Predictably, it must feel like a Lav Diaz film. Mañanita is thus full of long takes of characters waiting for things to happen or downing their sorrows with rounds of alcohol. It is narratively sparse, relying predominantly on the emotional suffering of its main character to telegraph its political currency. It is unsurprisingly a test of patience, the reward of sitting through its staggered moments of melancholic banality is hopefully a poignant and poetic realization of the cruelties of contemporary life as dealt by the inequities promoted by political forces. The film is unmistakably birthed from Diaz’s concerns for his homeland, as its very bare depiction of a woman’s search for revenge crosses paths with the dwindling morality of a nation deep in a war against drugs.

Soriano interprets Diaz’s tale with such fervent religiosity. 

What Soriano contributes is that typical gloss that seems part and parcel of his works. While that varnish would’ve worked in making the island romance in Siargao (2017) or the love-centered tragedy of First Love (2018) more compelling than they really are, here, it only renders all the long takes and depictions of a woman suffering alone distant and separate. It is that distinct difference between Diaz and Soriano’s cinema that makes Mañanita a tad implausible and suspect. The film feels more like an audacious attempt to marry glaze and purpose, with the former winning out. The aesthetic here is not borne out of an invitation for the audience to immerse itself with the gnawing pain of a troubled character but is more a design, an experiment, a one-time thing.

Odd bedfellows

This isn’t to say that Mañanita is a failure.

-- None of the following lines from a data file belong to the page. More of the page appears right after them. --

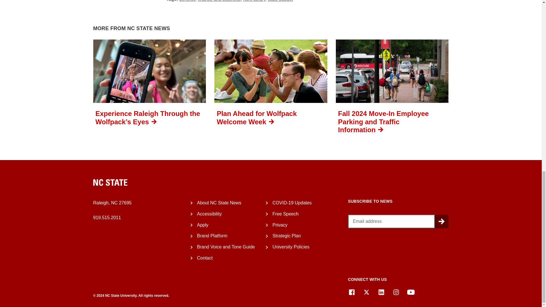 Image resolution: width=546 pixels, height=307 pixels. I want to click on X, so click(367, 293).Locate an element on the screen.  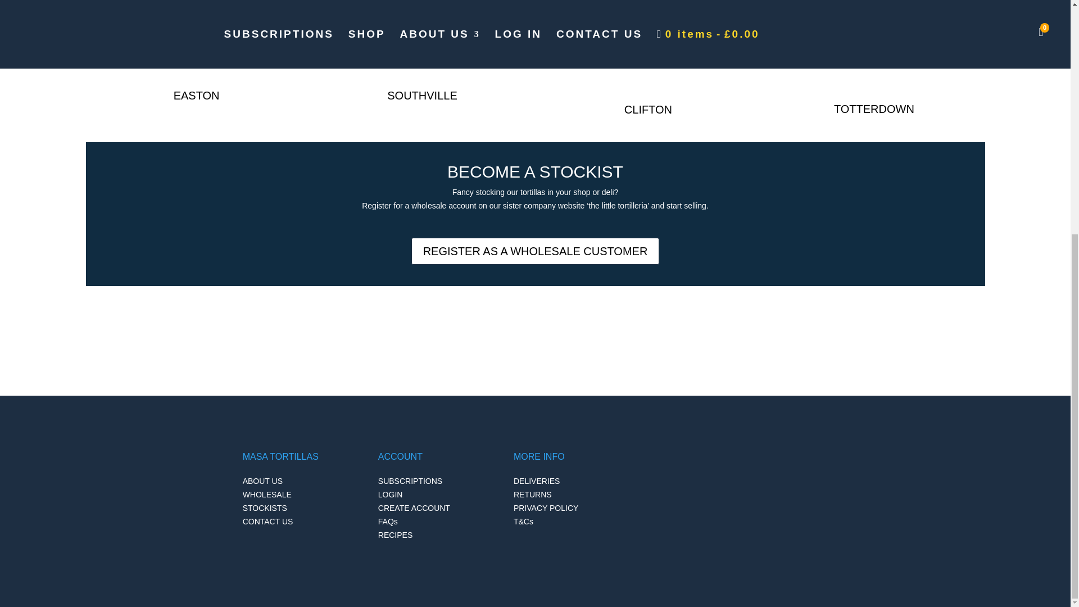
CREATE ACCOUNT is located at coordinates (414, 508).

It’s just that the film seems to be the strange offspring of odd bedfellows. Soriano just overshadowed. Perhaps it is intended, since he seems to ape Diaz in both pacing and minimalism, but it turns Mañanita into an experiment, although a very elegant and worthwhile one. The voice of Diaz is more resounding. His politics is apparent. His obsessions with fractured souls being morally tested in an even more fractured society prevail. 

It might be unfair to see Mañanita only for its lineage as it is still a formidable film.

Bela Padilla, who plays a retired sniper who drowns her sorrow with beer while waiting for that precise opportunity to rid herself of certain traumas from the past, is amazing. The film’s incorporation of songs and ballads is a nice touch, adding a certain magical quality to the overwhelming moroseness of nothing happening. 

Cohere and commingle

Overall, the film engages amidst elements where source and crafting do not always cohere and commingle. – Rappler.com

 

Francis Joseph Cruz litigates for a living and writes about cinema for fun. The first Filipino movie he saw in the theaters was Carlo J. Caparas’ Tirad Pass.

Since then, he’s been on a mission to find better memories with Philippine cinema.